The Gauteng Provincial Legislature’s Standing Committee on Petitions, led by Chairperson Adv. Ezra Letsoalo, convened a meeting with the Gauteng Department of COGTA and the Department of Human Settlements this morning at the Gauteng Legislature.
The committee is hindered with unresolved petitions that are currently clogging the petitions system, obscuring the Committee from tackling other substantive issues while addressing the backlog. The meeting was largely for the two Departments to provide progress reports on historical batches of petitions related to their areas of responsibility, since they were handed over in July 2023.
The Department of COGTA has been tasked by the Committee to effectively facilitate, coordinate and speedily report on all outstanding municipal service delivery petitions for the effective closure of the petitions, thus addressing the Committee’s backlog.

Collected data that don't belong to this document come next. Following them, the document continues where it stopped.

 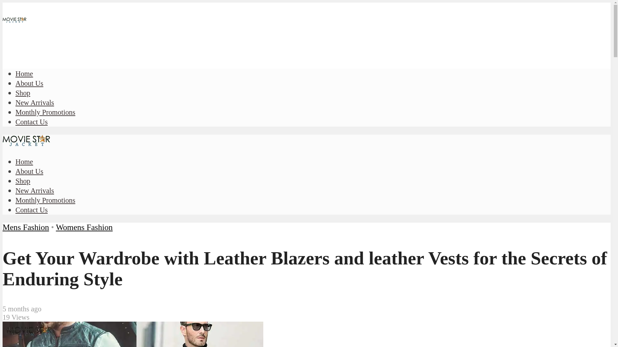 What do you see at coordinates (35, 102) in the screenshot?
I see `New Arrivals` at bounding box center [35, 102].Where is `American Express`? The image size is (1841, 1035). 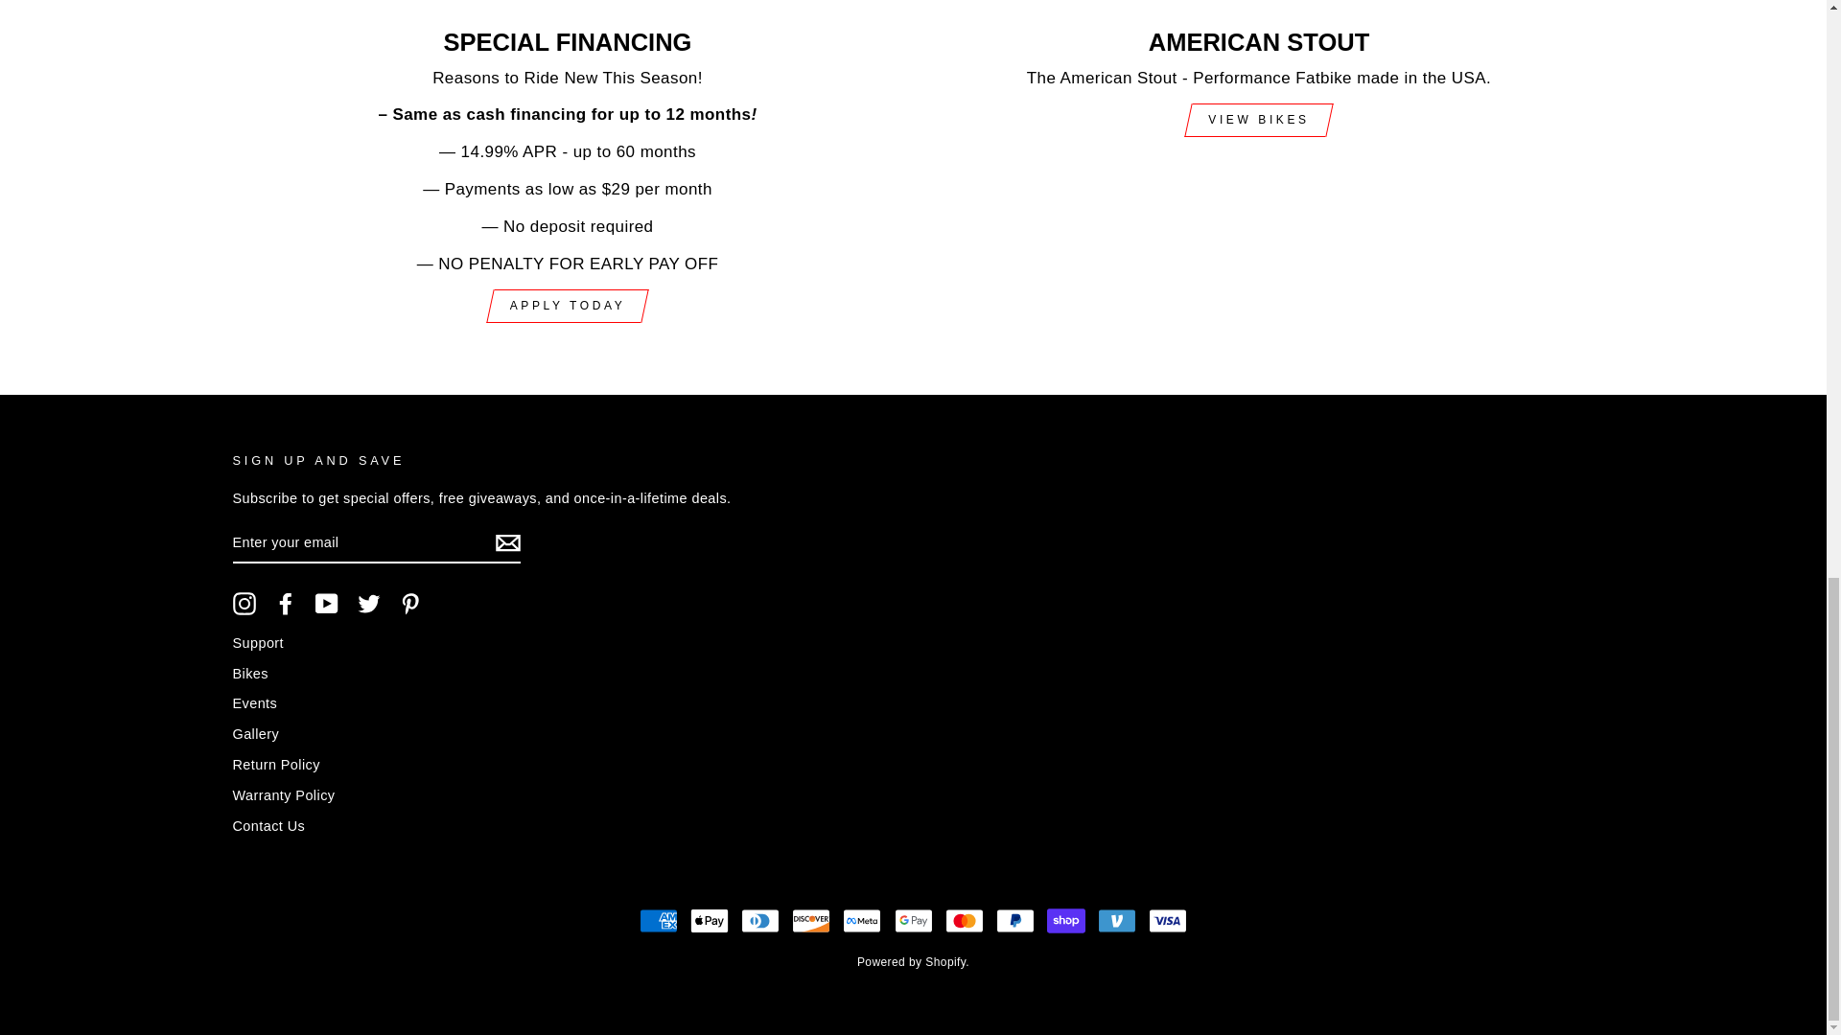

The updated report from the Department was optimistic in how synergies in the Department’s reformulation of the petitions management function between the municipal structures and the provincial executive would assist in expediting the resolution of petitions.
A total of 142 petitions on RDP housing allocations ranging from applications made between 1996 to 2022, including, old C-form applications (1996 – 1999), and the elderly and persons living with disabilities were handed over to the Department of Human Settlements yesterday. RDP allocations are the largest chunk of petitions that the Committee is inundated with. During the current 6th Legislative term, 51% of all adopted petitions were RDP related. The handover is to encourage the fast-tracking of the resolution of residents’ petitions.

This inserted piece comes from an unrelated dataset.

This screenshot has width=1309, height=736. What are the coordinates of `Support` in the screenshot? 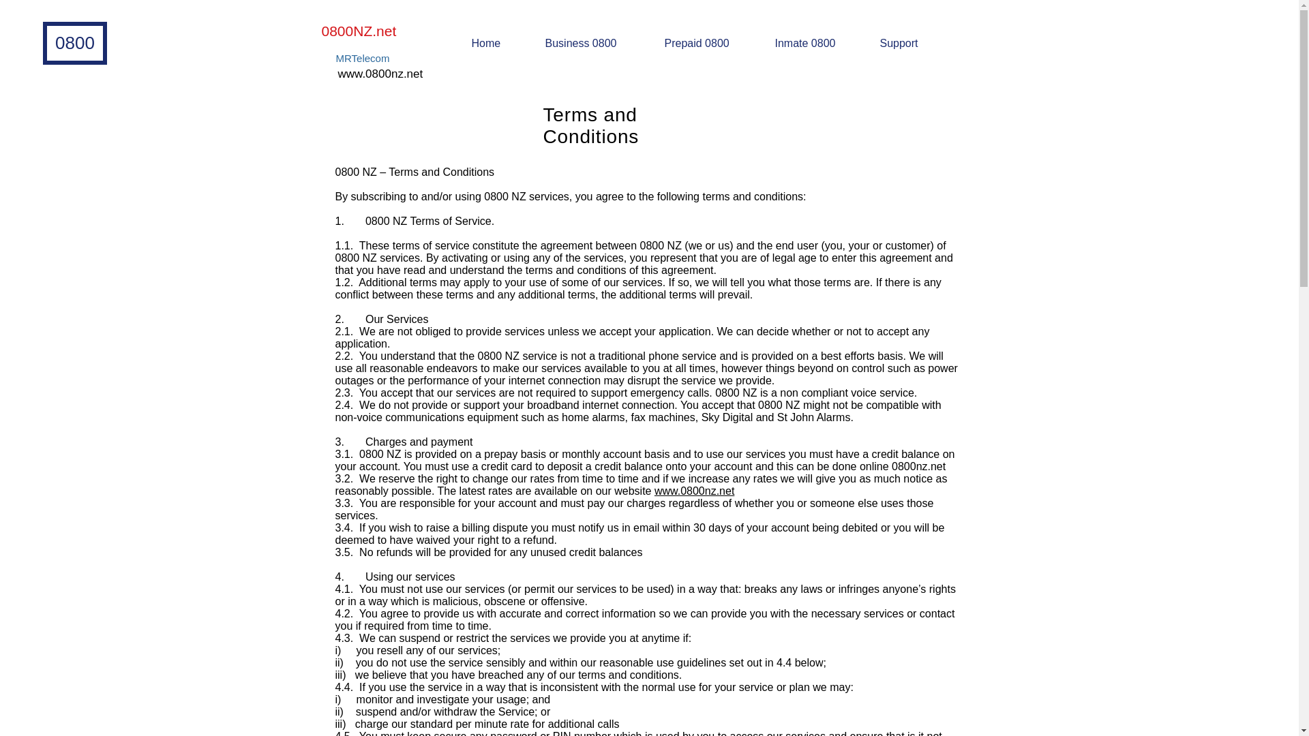 It's located at (912, 43).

“The Committee no longer wants to deal with the same complaint on service delivery issues individually. These tend to obscure our focus on more substantive issues that relate to other service delivery issues from different service departments. The petitions system is well utilised by ordinary citizens who have no other redress mechanisms for their issues. We therefore, want to give all petitions our attention and speedily resolve them, especially where there are no inter-reliant limitations and bring our petitions register updated with the current roll of petitions”; expressed Adv. Letsoalo, Chairperson of the Standing Committee on Petitions.

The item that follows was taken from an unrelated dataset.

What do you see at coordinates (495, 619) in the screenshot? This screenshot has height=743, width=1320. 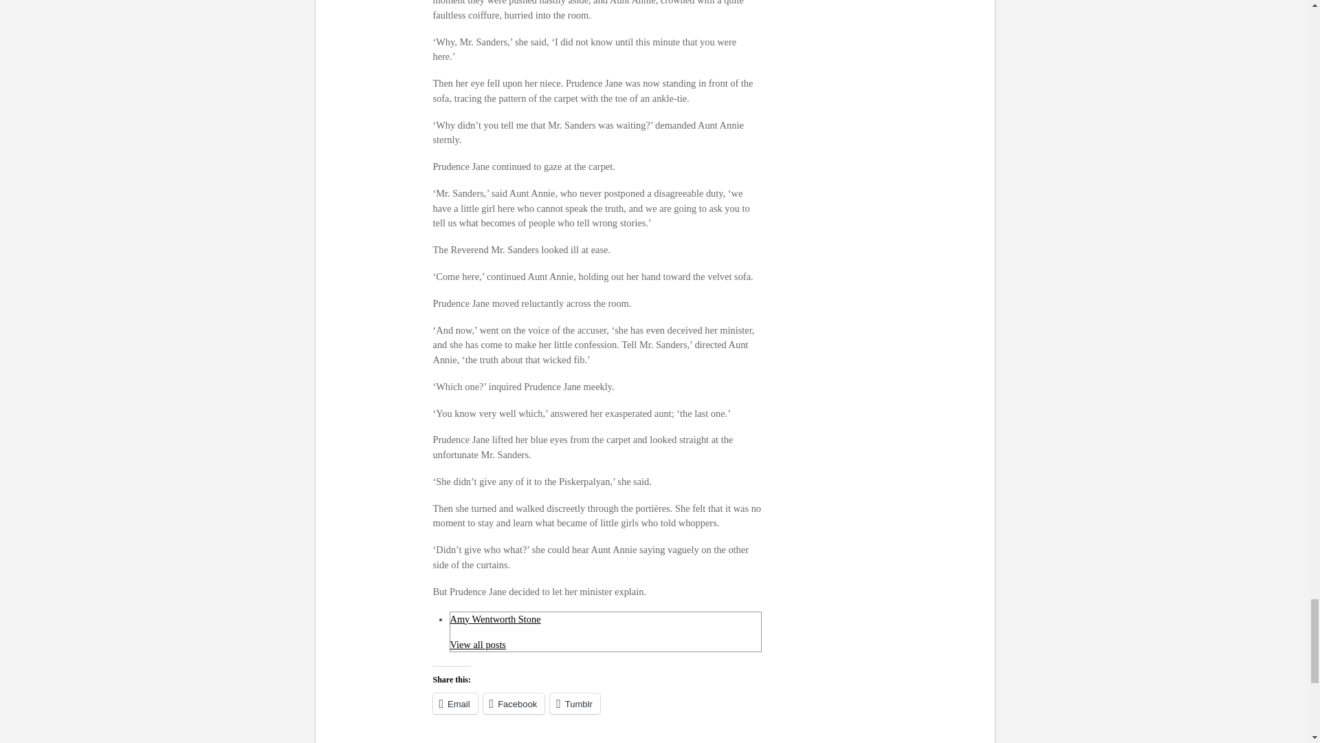 I see `Amy Wentworth Stone` at bounding box center [495, 619].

The Committee expects a comprehensive report from the Department of Human Settlements. This report is expected to illustrate the extent the Department would have gone to individually notify and update all 142 petitioners on their application status. Furthermore, update the Committee on the creation of channels where petitioners can frequently enquire from, for the latest update on their application status. The petitions remain open until such a time the Committee reaches satisfactory levels of interventions were implemented to warrant closure of the petitions.